The hon. Lady’s point is inherently contradictory. On the one hand, she says, “Isn’t it important that we all come together and unite and put our divisions behind us?” I wholeheartedly agree with that sentiment. I urge every Member present to get behind the referendum result and support the Government’s agenda.
On the other hand, however, the hon. Lady says, “Let’s have another vote”—a divisive vote on a contentious question again. I do not see how that sits easily. We have had a vote and the argument, the people have instructed the Government and we will deliver what they have told us to do.
I do not recognise any of the terms used by the right hon. Gentleman. I do not believe in a hard Brexit or a soft Brexit, a hardest possible Brexit or a softest possible Brexit. I believe in Brexit. We are either in the European Union or out of the European Union. We are either in the customs union or out of the customs union, and either in the single market or out of the single market, with either free movement of people or no free movement of people.
I will not, because I need to get on with my speech and I have given way many times. Those are the objectives of the Government and of the Prime Minister.

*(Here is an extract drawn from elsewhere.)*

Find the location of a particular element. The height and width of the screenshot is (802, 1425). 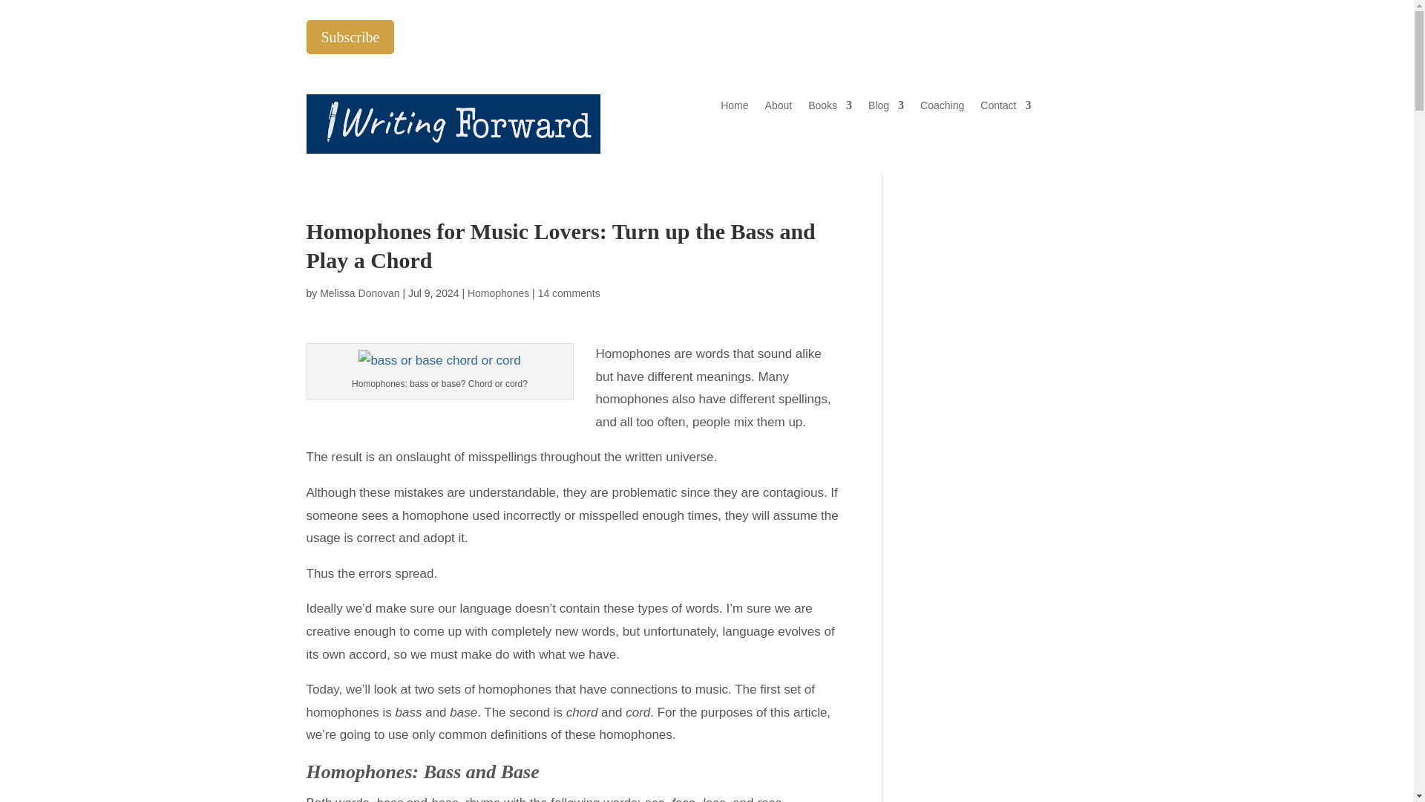

Books is located at coordinates (830, 108).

As I have said, the Government recognise the strength of feeling on this issue. That is why we know that it is incumbent on us to secure a deal that works for all of the United Kingdom and one that Parliament will want to support. As the Prime Minister has said, our decision to leave the EU does not mark an ending; it marks a new beginning for our relationship with our European allies. This is where I diverge from right hon. and hon. Members and their pessimistic view of negotiations so far: we have made significant progress on the negotiations. We have agreed the terms of a time-limited implementation period.